Except for the thick, leathery scar that encircles his neck, Cortez, a round-faced boy of medium build, with large dark eyes and cocoa-colored skin, has healed -- at least outwardly. But the damage the attack has inflicted on the school's once-stellar reputation may be harder to repair.

The Marine Military Academy's top brass and staunch supporters -- its board boasts high-profile and high-powered businessmen, including Hugh McColl Jr., chairman of NationsBank Corp., and Barry Zale, a scion of the Zale jewelry-store family -- tried to assure parents and the public that the slashing was an isolated and anomalous incident. But in the months since the attack, an unsettling picture of the academy has begun to emerge.

The school was founded and is run by former Marines, and in its promotional literature and recruiting seminars it is described as a college-preparatory school that teaches boys with "good character" to be leaders through a military regimen of strict rules and discipline. Hazing and instruction through intimidation are forbidden, as are drugs, alcohol and tobacco, according to the school handbook.

But in reality, say former cadets and their parents, drugs, alcohol and computer-generated pornography are rampant. The school, they say, more closely resembles a chapter out of Lord of the Flies than a high school version of the U.S. Naval Academy at Annapolis.

They say it is a place where older cadets -- ages range from 12 to 20 -- frequently misuse their authority to savagely berate and beat younger cadets -- sometimes with the permission of staff -- and where younger cadets live in fear of retaliation if they report the misdeeds of their higher-ranking brethren. Inside the wrought-iron gates of the academy, say former drill sergeants, deans and trustees, is a dangerous mix of too many cadets with serious emotional and behavioral problems and too little adult supervision and counseling. Drill instructors, who are on duty seven days a week, 24 hours a day, are expected to keep as many as 80 boys in line.

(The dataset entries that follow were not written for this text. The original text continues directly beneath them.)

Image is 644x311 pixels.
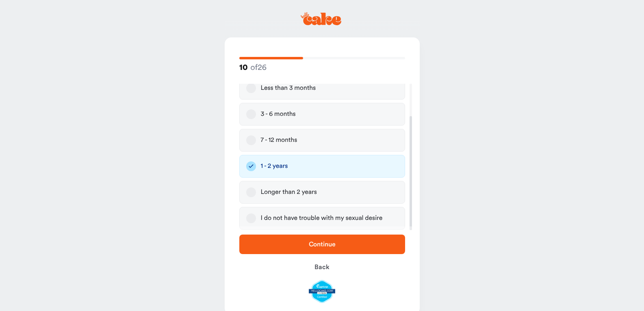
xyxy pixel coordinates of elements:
[261,84,316,92] div: Less than 3 months
[261,188,317,196] div: Longer than 2 years
[246,187,256,197] button: Longer than 2 years
[315,264,329,270] span: Back
[240,234,405,254] button: Continue
[261,162,288,170] div: 1 - 2 years
[261,110,296,118] div: 3 - 6 months
[261,136,298,144] div: 7 - 12 months
[309,280,335,302] img: legit-script-certified.png
[246,83,256,93] button: Less than 3 months
[246,214,256,223] button: I do not have trouble with my sexual desire
[261,214,383,223] div: I do not have trouble with my sexual desire
[240,257,405,276] button: Back
[246,135,256,145] button: 7 - 12 months
[240,63,248,72] span: 10
[309,240,335,248] span: Continue
[246,161,256,171] button: 1 - 2 years
[240,63,267,72] strong: of 26
[246,109,256,119] button: 3 - 6 months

Disgruntled parents claim the staff hides or minimizes the boys' accusations, telling them their sons are exaggerating in order to be taken home or that they deserved whatever beatings they got. Staff members have dismissed physical and sexual assaults as innocent roughhousing. "Boys will be boys, after all," parents repeatedly are told.

The Cortez slashing brought into sharp relief what many former cadets had been trying to tell people for years -- that a climate of violence and depravity pervades the academy. For the last two years, Dallas attorney Arch McColl has been investigating cadets' allegations of mental, physical and sexual abuse at the school. In November, McColl filed a class-action lawsuit against the MMA on behalf of 11 anonymous cadets who claim they were subjected to varying degrees of hazing and abuse. The suit, which was filed in Brownsville, also accuses the school of fraud and deception and seeks a full refund of the cadets' tuition, as well as actual and punitive damages.

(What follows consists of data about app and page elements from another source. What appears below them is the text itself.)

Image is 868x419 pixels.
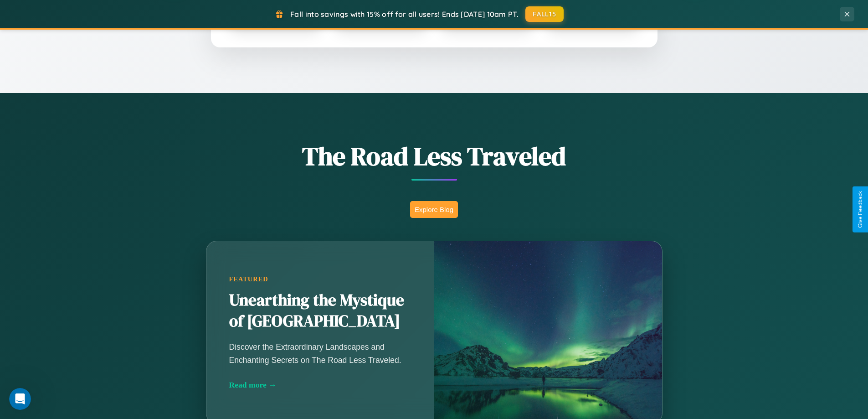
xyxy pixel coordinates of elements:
div: Give Feedback [858,191,864,228]
button: FALL15 [525,7,564,22]
span: Fall into savings with 15% off for all users! Ends [DATE] 10am PT. [290,9,519,19]
iframe: Intercom live chat [9,388,31,411]
div: Featured [229,276,412,283]
button: Explore Blog [410,202,458,218]
p: Discover the Extraordinary Landscapes and Enchanting Secrets on The Road Less Traveled. [229,341,412,367]
h1: The Road Less Traveled [161,139,708,173]
h2: Unearthing the Mystique of [GEOGRAPHIC_DATA] [229,291,412,332]
div: Read more → [229,381,412,390]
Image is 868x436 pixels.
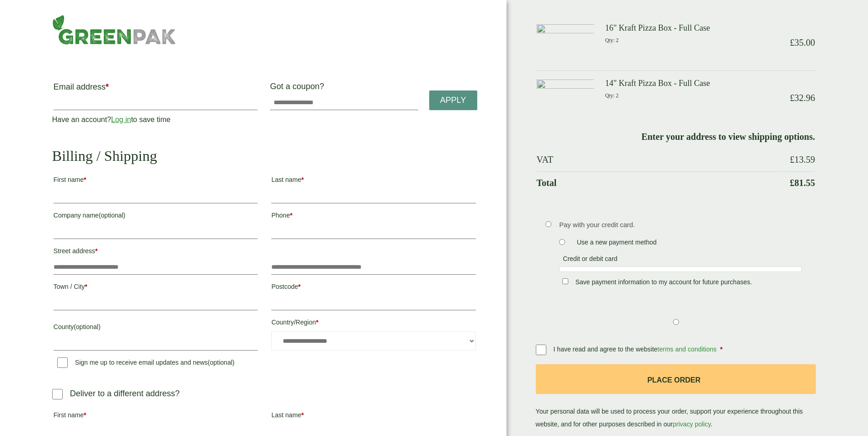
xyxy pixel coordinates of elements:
[54,321,257,336] label: County
[54,174,257,189] label: First name
[537,171,783,194] th: Total
[271,174,475,189] label: Last name
[54,359,238,369] label: Sign me up to receive email updates and news
[790,178,815,188] bdi: 81.55
[74,324,100,331] span: (optional)
[302,176,304,183] abbr: required
[790,154,815,165] bdi: 13.59
[559,255,621,265] label: Credit or debit card
[440,96,466,106] span: Apply
[52,147,477,165] h2: Billing / Shipping
[290,212,292,219] abbr: required
[537,149,783,171] th: VAT
[605,24,783,33] h3: 16" Kraft Pizza Box - Full Case
[605,37,618,43] small: Qty: 2
[271,280,475,296] label: Postcode
[672,421,711,428] a: privacy policy
[720,346,722,353] abbr: required
[573,239,660,249] label: Use a new payment method
[54,409,257,424] label: First name
[790,37,815,48] bdi: 35.00
[54,280,257,296] label: Town / City
[54,245,257,260] label: Street address
[270,82,327,96] label: Got a coupon?
[605,79,783,89] h3: 14" Kraft Pizza Box - Full Case
[57,357,68,368] input: Sign me up to receive email updates and news(optional)
[559,220,802,230] p: Pay with your credit card.
[52,114,259,125] p: Have an account? to save time
[302,412,304,419] abbr: required
[84,412,86,419] abbr: required
[790,93,815,103] bdi: 32.96
[54,83,257,96] label: Email address
[572,279,755,288] label: Save payment information to my account for future purchases.
[536,365,817,431] p: Your personal data will be used to process your order, support your experience throughout this we...
[85,283,87,290] abbr: required
[271,209,475,224] label: Phone
[537,126,815,148] td: Enter your address to view shipping options.
[299,283,301,290] abbr: required
[70,387,179,400] p: Deliver to a different address?
[84,176,86,183] abbr: required
[106,82,109,91] abbr: required
[271,409,475,424] label: Last name
[658,346,716,353] a: terms and conditions
[790,154,794,165] span: £
[790,37,794,48] span: £
[536,365,817,394] button: Place order
[271,316,475,332] label: Country/Region
[99,212,125,219] span: (optional)
[52,15,176,45] img: GreenPak Supplies
[54,209,257,224] label: Company name
[316,319,318,326] abbr: required
[605,93,618,99] small: Qty: 2
[111,115,132,124] a: Log in
[790,178,794,188] span: £
[790,93,794,103] span: £
[554,346,718,353] span: I have read and agree to the website
[429,90,477,110] a: Apply
[207,359,234,366] span: (optional)
[95,247,97,254] abbr: required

Academy officials refused to be interviewed for this story. But in a news release issued shortly after the lawsuit was filed, the MMA said, "Once specific allegations are made known to us through the appropriate legal process, we will be able to address each of them. Until more information is forthcoming, the academy will not respond, but stand [sic] ready to defend its excellent reputation of providing an environment conducive to learning and of building boys into men."

Most of the cadets included in the suit have filled out sworn affidavits describing conditions at the school, which McColl has not made available to the academy. (Copies of the affidavits were provided to this reporter with the names blacked out, but some of the plaintiffs agreed to allow their names to be used in this story.) These affidavits, coupled with interviews with the former cadets, offer a chilling glimpse of life at the Marine Military Academy.